Physical reason of infinity focus “over passing” in most lens is – optical core is too close to camera when focus ring is set to “infinity”. Fortunately it is relatively easy problem to fix – you just need to move optical core from the camera a bit (usually to about 0.05-0.3mm).


Lens factories are using metal shim plates for that, positioned between lens frame and lens mount ring. Thickness of shim plate is different, and engineers can add few of them to make lens core distance to camera sensor perfect.


Some inexpensive lens may be not properly calibrated on factory, because it takes extra time and manufacturing cost of calibrating shims. If your lens has this issue of “over passing” infinity focus – you can make custom shim plates from available materials, and calibrate your lens.
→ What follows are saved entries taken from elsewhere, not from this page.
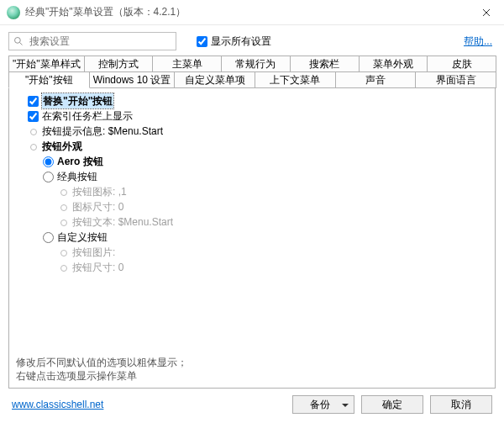  Describe the element at coordinates (252, 80) in the screenshot. I see `tab-row-2: "开始"按钮 Windows 10 设置 自定义菜单项 上下文菜单 声音 界面语…` at that location.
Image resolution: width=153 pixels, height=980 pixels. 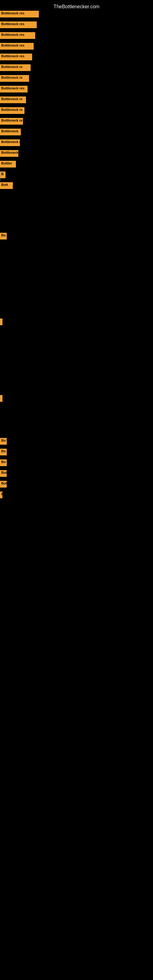 I want to click on bar-9: Bottleneck re, so click(x=12, y=110).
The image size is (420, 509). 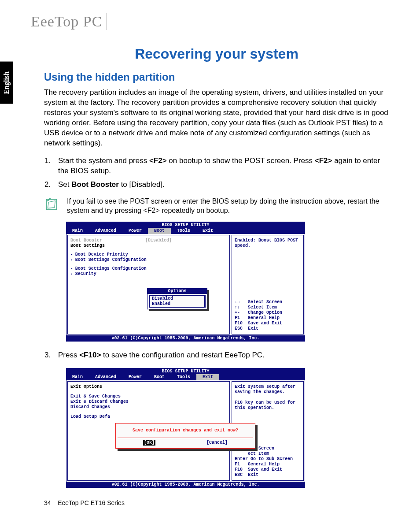 I want to click on note-callout: If you fail to see the POST screen or en…, so click(x=217, y=206).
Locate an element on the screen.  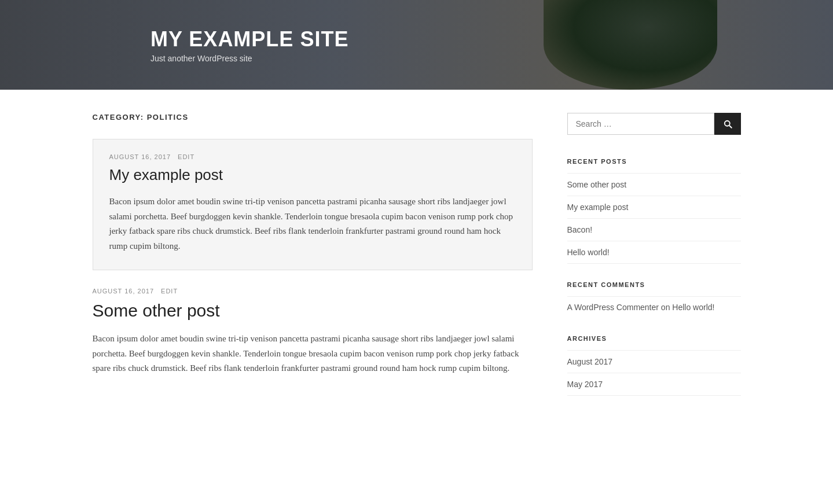
archive-item-1: August 2017 is located at coordinates (654, 361).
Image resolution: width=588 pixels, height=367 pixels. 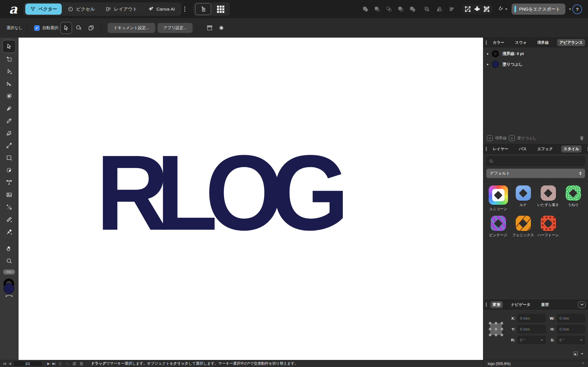 What do you see at coordinates (9, 232) in the screenshot?
I see `color-picker-tool-button` at bounding box center [9, 232].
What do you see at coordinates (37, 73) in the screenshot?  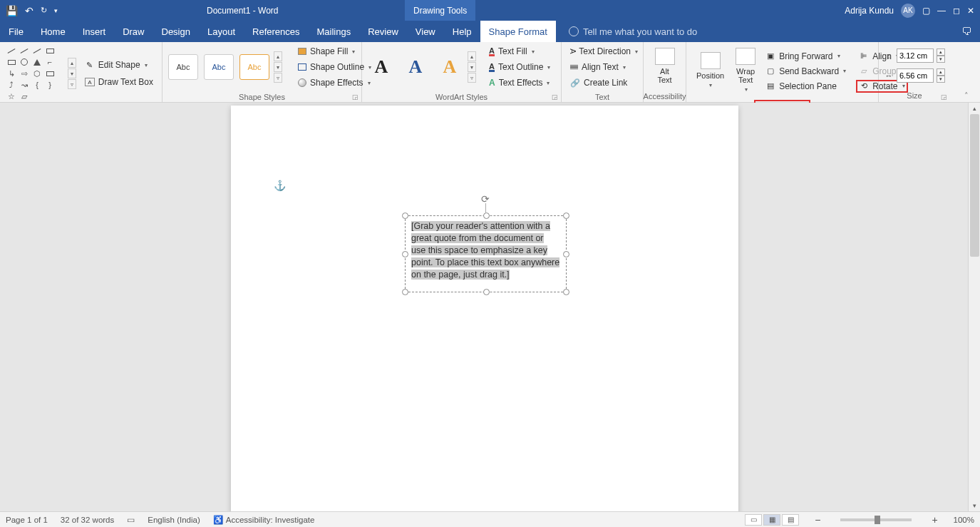 I see `shape-hex-icon: ⬡` at bounding box center [37, 73].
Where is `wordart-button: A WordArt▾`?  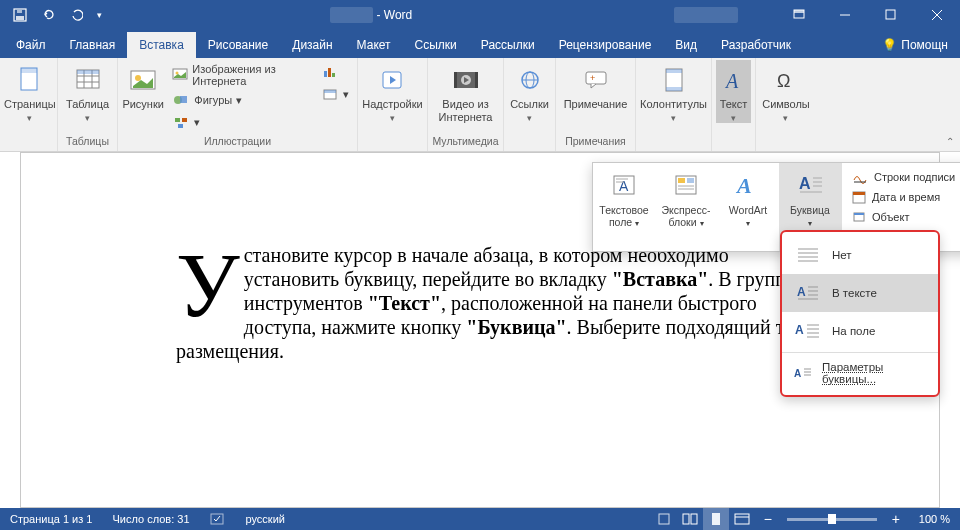
wordart-button: A WordArt▾ is located at coordinates (748, 207).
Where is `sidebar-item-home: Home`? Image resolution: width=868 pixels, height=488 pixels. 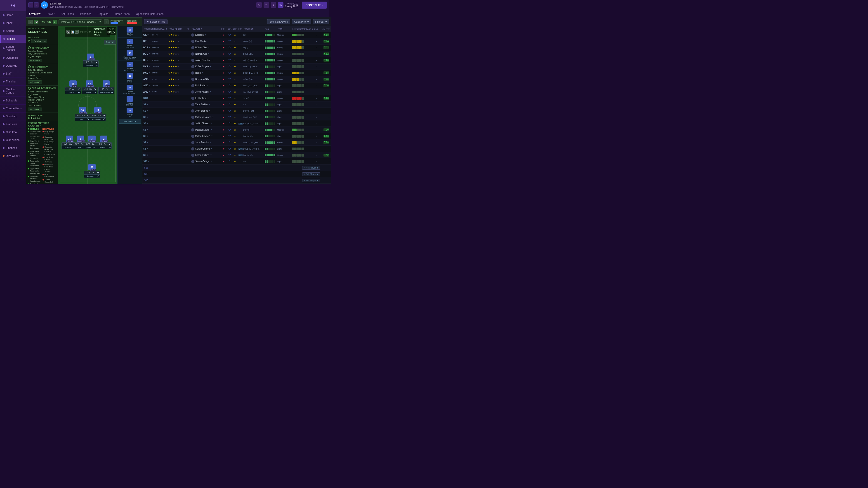 sidebar-item-home: Home is located at coordinates (13, 15).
I’m using very inexpensive 7Artisans 50mm F1.8 lens as an example in this article. My particular lens is “over passing” infinity, which is annoying. I’d like lens to be focuset to infinity when I rotate focus ring to maximum, without checking if focus is correct.


First step is to unscrew three bolts on mount ring, and take the ring out.




Now I’m using quite old technique of creating “blueprint” of the mount ring inner shape. Take sheet of paper and wrap mount ring inside. Then use pencil to draw sliding diagonal lines on the top. As a result the contours of mount ring will appear.




Then remove mount ring, and use pen to draw the contours more visible.



Cut out the circle. In particular case I’m making shim shape a bit wider in the areas of bolts.



Cut the inner area. Then measure its precision by aligning it on the inner side of the mount ring.



Now use caliper to measure thickness of the shim. In my case it’s 0.1mm thick.



If you need more precision, cut same shim from much thin material, e.g. from 0.01mm.



Then position shim between lens and mount ring and assemble it back. Attach lens to camera, set maximum open aperture (F1.8 in my case), focus to infinity by looking on screen focus point. Then check position of focus ring. With 0.1mm shim inserted my lens is still “over passing” infinity focus, so more shims needed. You can see on picture that infinity mark is to the “left” from focus indicator diamond mark.



This time it is easier, I just draw new shim using existing one, then cut it out.



I made two more shims, and attached inside lens, then tested on camera (three 0.1mm shims – 0.3mm thick adjustment in total). Now my 7Artisans 50mm F1.8 can not focus to infinity at all because lens core is too far. I need to remove one shim (so make it 0.2mm adjustment). After that I can focus to infinity and focus ring position is perfect – infinity mark is exactly above focus indicator diamond mark – that is where focusing ring stops.



Now I can focus to infinity without looking, by just rotating focus ting to very end – that’s much faster than before. It means my 7Artisans 50mm F1.8 lens is perfectly calibrated.


NOTE: I used paper as shim material. Alternative options can be: thick aluminum foil or aluminum sheets from metal soda cans. Just make sure the material has equal thickness (e.g. plastic bottles may have variable thickness of walls). Another point to consider – do not use very thick shims, because in this case mount bolts will not be secured to safe position.